Jake Gyllenhaal's New Netflix Movie 'The Guilty' Delivers Intense, Nail-Biting Trailer

Jake Gyllenhaal's new Netflix movie, The Guilty, will debut next month, and it has just delivered an intense and nail-biting trailer. The film unfolds over the course of one morning in the life of 911 dispatch call operator Joe Baylor, played by Gyllenhaal. The movie revolves around Joe doing everything he can to save the life of a caller who is in serious danger.

In the new clip, we watch as Joe takes the call, initially thinking it's a misdial, but soon realizing that the female caller on the other end is speaking to him in code. Joe discovers that she is talking to him as if he is her child because she is in the presence of someone who means to do her harm. As Joe is asking the woman questions, she inadvertently reveals to her captor that she is not speaking to her child. As an angry voice is heard telling her to hang up, the woman says she's "going to die" and then hangs up.

Joe then begins a quest to find out where the woman is and how to track her. He seems to locate the woman's child, as well as the alleged kidnapper, a man named Henry. The trailer ends with Joe telling the woman to put on her seatbelt and "pull the handbrake hard." While the trailer seems to indicate the story is fairly straightforward, a synopsis of The Guilty revealed that Joe will soon discover "that nothing is as it seems, and facing the truth is the only way out."

In addition to Gyllenhaal, The Guilty also stars Ethan Hawke, Riley Keough, Christina Vidal, Eli Goree, Da'Vine Joy Randolph, Paul Dano, and Peter Sarsgaard. The film is a remake of the 2018 Danish film of the same name. Antoine Fuqua (Training Day, Olympus Has Fallen) directed The Guilty, from a screenplay written by True Detective creator Nic Pizzolatto.

This is not the first time that Gyllenhaal and Fuqua have worked together, as they previously teamed up for the 2015 boxing drama, Southpaw. This also marks Fuqua's second time working with Pizzolatto, as the filmmaker directed a remake of The Magnificent Seven in 2016, which Pizzolatto co-wrote. Finally, The Guilty makes the fourth film that Fuqua and Hawke have done together. The three other Fuqua films that Hawke appeared in are Training Day, Brooklyn's Finest, and The Magnificent Seven.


> _Action item_
Your copy should repeat the data that follows exactly and contain no image.

> _Data entries for graphics_
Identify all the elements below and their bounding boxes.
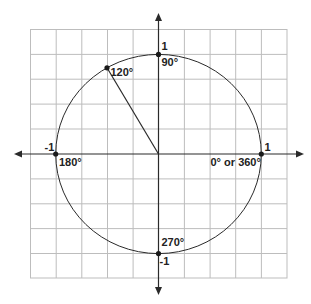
arrow-right-icon [296, 151, 304, 158]
arrow-up-icon [155, 13, 162, 21]
label-180-degrees: 180° [59, 156, 82, 168]
point-120-degrees [104, 65, 109, 70]
arrow-down-icon [155, 287, 162, 295]
label-0-or-360-degrees: 0° or 360° [211, 156, 261, 168]
label-bottom-minus-one: -1 [160, 255, 170, 267]
label-90-degrees: 90° [162, 56, 179, 68]
label-left-minus-one: -1 [45, 141, 55, 153]
label-right-one: 1 [265, 141, 271, 153]
label-top-one: 1 [162, 40, 168, 52]
arrow-left-icon [14, 151, 22, 158]
label-270-degrees: 270° [162, 236, 185, 248]
unit-circle-diagram: 1 -1 -1 1 90° 120° 180° 270° 0° or 360° [0, 0, 311, 304]
label-120-degrees: 120° [111, 66, 134, 78]
point-90-degrees [156, 52, 161, 57]
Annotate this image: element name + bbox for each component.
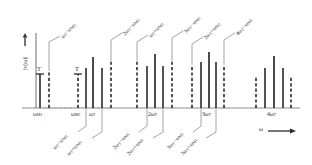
leader-wt-minus-wm2	[49, 36, 60, 70]
leader-2wt-plus-wm2	[192, 37, 203, 65]
tick-label-3wt: 3ωT	[202, 112, 211, 118]
tick-label-4wt: 4ωT	[267, 112, 276, 118]
leader-wt-plus-wm2	[137, 35, 148, 62]
x-axis-arrow-icon	[268, 128, 296, 133]
y-axis-label: |v(ω)|	[22, 57, 28, 70]
tick-label-wm1: ωM1	[33, 112, 42, 118]
leader-4wt-minus-wm2	[224, 33, 235, 65]
tick-sub-wt: T	[93, 112, 96, 117]
tick-sub-2wt: T	[154, 112, 157, 117]
tick-label-2wt: 2ωT	[148, 112, 157, 118]
tick-label-wm2: ωM2	[71, 112, 80, 118]
tick-sub-3wt: T	[208, 112, 211, 117]
tick-label-wt: ωT	[89, 112, 95, 118]
spectrum-figure: |v(ω)| ωM1 ωM2 ωT 2ωT 3ωT 4ωT ωT−ωM2 2ωT…	[0, 0, 312, 165]
leader-3wt-minus-wm2	[172, 31, 183, 62]
t-label-wm1: T	[37, 66, 41, 73]
y-axis-arrow-icon	[23, 33, 28, 46]
leader-2wt-minus-wm1	[139, 108, 147, 132]
x-axis-label: ω	[259, 126, 263, 132]
tick-sub-wm1: M1	[37, 112, 43, 117]
leader-2wt-minus-wm2	[111, 33, 122, 62]
leader-3wt-minus-wm1	[193, 108, 201, 132]
t-label-wm2: T	[75, 66, 79, 73]
leader-line-group-bottom	[78, 108, 216, 138]
spike-group	[40, 52, 291, 108]
tick-sub-4wt: T	[273, 112, 276, 117]
tick-sub-wm2: M2	[75, 112, 81, 117]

> _Written response_
Identify all the elements below and their bounding boxes.
arrow-right-icon [296, 151, 304, 158]
arrow-up-icon [155, 13, 162, 21]
label-180-degrees: 180° [59, 156, 82, 168]
point-120-degrees [104, 65, 109, 70]
arrow-down-icon [155, 287, 162, 295]
label-0-or-360-degrees: 0° or 360° [211, 156, 261, 168]
label-bottom-minus-one: -1 [160, 255, 170, 267]
label-90-degrees: 90° [162, 56, 179, 68]
label-left-minus-one: -1 [45, 141, 55, 153]
label-right-one: 1 [265, 141, 271, 153]
label-top-one: 1 [162, 40, 168, 52]
arrow-left-icon [14, 151, 22, 158]
label-270-degrees: 270° [162, 236, 185, 248]
unit-circle-diagram: 1 -1 -1 1 90° 120° 180° 270° 0° or 360° [0, 0, 311, 304]
label-120-degrees: 120° [111, 66, 134, 78]
point-90-degrees [156, 52, 161, 57]
Annotate this image: element name + bbox for each component.
leader-wt-minus-wm2	[49, 36, 60, 70]
leader-2wt-plus-wm2	[192, 37, 203, 65]
tick-label-3wt: 3ωT	[202, 112, 211, 118]
tick-label-4wt: 4ωT	[267, 112, 276, 118]
leader-wt-plus-wm2	[137, 35, 148, 62]
x-axis-arrow-icon	[268, 128, 296, 133]
y-axis-label: |v(ω)|	[22, 57, 28, 70]
tick-label-wm1: ωM1	[33, 112, 42, 118]
leader-4wt-minus-wm2	[224, 33, 235, 65]
tick-sub-wt: T	[93, 112, 96, 117]
tick-sub-2wt: T	[154, 112, 157, 117]
tick-label-2wt: 2ωT	[148, 112, 157, 118]
tick-label-wm2: ωM2	[71, 112, 80, 118]
tick-sub-3wt: T	[208, 112, 211, 117]
tick-label-wt: ωT	[89, 112, 95, 118]
spectrum-figure: |v(ω)| ωM1 ωM2 ωT 2ωT 3ωT 4ωT ωT−ωM2 2ωT…	[0, 0, 312, 165]
leader-3wt-minus-wm2	[172, 31, 183, 62]
t-label-wm1: T	[37, 66, 41, 73]
y-axis-arrow-icon	[23, 33, 28, 46]
leader-2wt-minus-wm1	[139, 108, 147, 132]
x-axis-label: ω	[259, 126, 263, 132]
tick-sub-wm1: M1	[37, 112, 43, 117]
leader-2wt-minus-wm2	[111, 33, 122, 62]
leader-3wt-minus-wm1	[193, 108, 201, 132]
t-label-wm2: T	[75, 66, 79, 73]
leader-line-group-bottom	[78, 108, 216, 138]
spike-group	[40, 52, 291, 108]
tick-sub-4wt: T	[273, 112, 276, 117]
tick-sub-wm2: M2	[75, 112, 81, 117]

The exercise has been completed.